How does Lars compare with Ingmar Bergman(5)
Bergman was hyper-intelligent but I never liked him as a person. He was not a good man. All directors are control freaks but he was extreme. He did things to people that were not kosher. He didn't destroy people to make them better actors: he destroyed them to utilise his power.
There's a site called Bait An Oscar that dreams up sure-fire award-winners. They've cast you as Bergman in a biopic called Magic Lantern.
That doesn't sound very radical. Sounds a bit dusty.
There's even a fake review: "Skarsgård gives a tremendous transformation as Ingmar Bergman.
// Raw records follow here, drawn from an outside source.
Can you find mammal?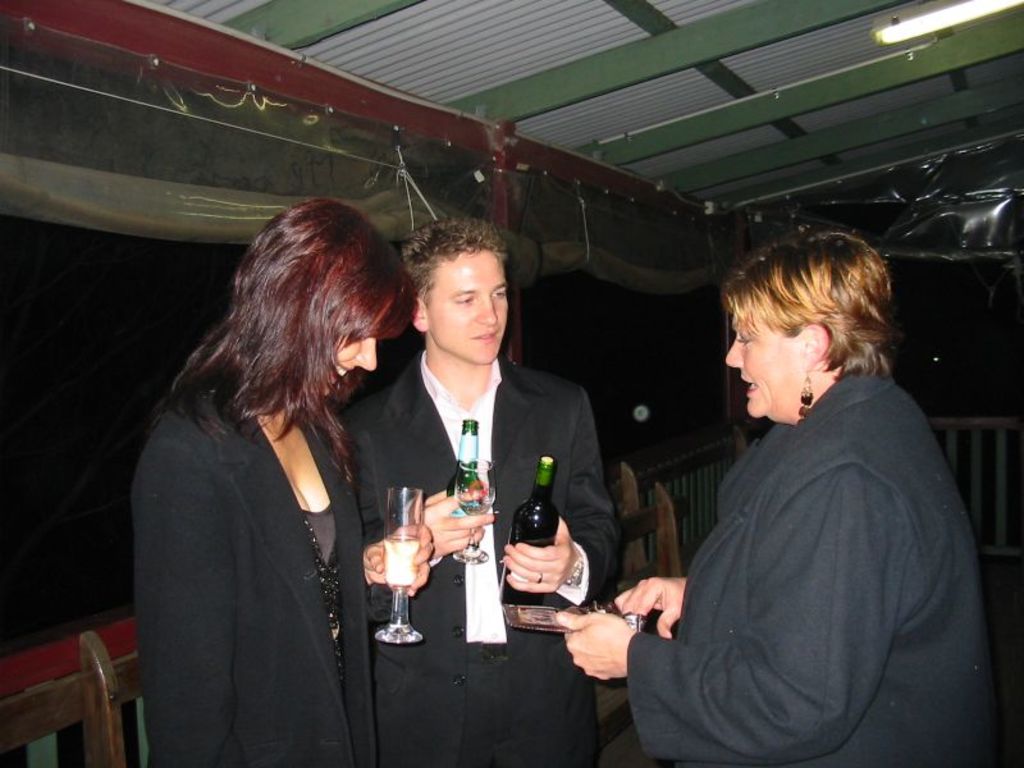
Yes, bounding box: pyautogui.locateOnScreen(556, 229, 1023, 767).
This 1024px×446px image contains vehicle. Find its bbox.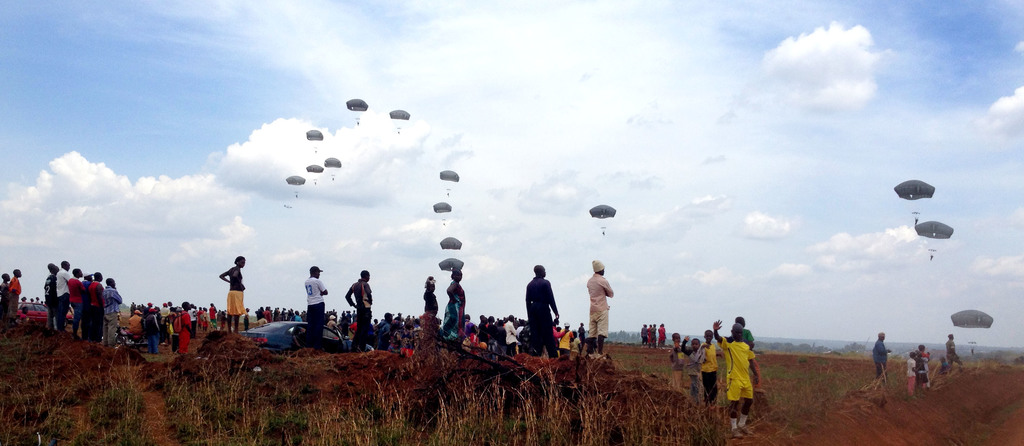
(242, 319, 368, 353).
I didn't see him on screen, I saw Ingmar."
[laughs] That's very funny. I would have to wear a fake wart, because Bergman had a wart on his face for many years.
You're in the superhero extravaganza Avengers Assemble. Were you jealous of your co-stars' costumes?
Not at all. When they have all those fake muscles built in, they need these air-conditioning pumps going into the costumes so they don't die in the heat. In Albuquerque, they built the tops of skyscrapers in the desert and you stand there and pretend you're in New York.
What do you need to be a good actor?
An interest in human beings. Curiosity, playfulness, a certain patience.
You have a reputation as the nicest guy in movies.
My father would tell me: "Remember, no one's worth more than you, and no one's worth less than you." I treat everyone as equals. I can't work if I'm not having fun, and I can't have fun if not everyone is happy.
Are you a calming influence on set?
I have the feeling that Lars uses me like they use those castrated bulls in Pamplona: they send in a couple of them to calm down the others. That's me: a castrated bull.

Footnotes

1. Eldest child Alexander (True Blood) can now be seen in Battleship. Then there's Gustaf, Sam, Bill and non-actors Eija, Valter and Ossian.
2. Von Trier directed Skarsgård in Breaking the Waves, The Kingdom II, Dancer in the Dark, Dogville and Melancholia, and said of him: "I shall probably always have him in mind, if there's a suitable part for him."
3. Including Steven Spielberg, Paul Schrader, Gus Van Sant and Ron Howard.
4. Charlotte Gainsbourg stars in this story of "a woman's erotic journey from birth to the age of 50." Not to be confused with Rochelle, Rochelle, a young girl's strange, erotic journey from Milan to Minsk.
5. Bergman directed Skarsgård on television in L'école des Femmes and on stage in A Dream Play.


30 MINUTES WITH





Monday, April 2, 2012

Jenny Saville / Four Pictures


Jenny Saville
BIOGRAPHY
Four Pictures
by Katherine Chen




Jenny Saville
Reverse, 2002

Matrix by Jenny Saville


Hem by Jenny Saville

        
Torso by Jenny Saville

         Jenny Saville is a very interesting artist because of the content of her work. Her paintings are usually based on the female body; she has been inspired by surgical photographs of liposuction, trauma victims and transvestites.
          Although the figures in her paintings aren’t meant to look beautiful, I feel like they are painted beautifully. Saville has a very painterly touch that makes her work look so real and alive; her strokes create so much movement in her work. She sends a message through her figures; her figures have a bold presence and basically say “what you see is what you get.”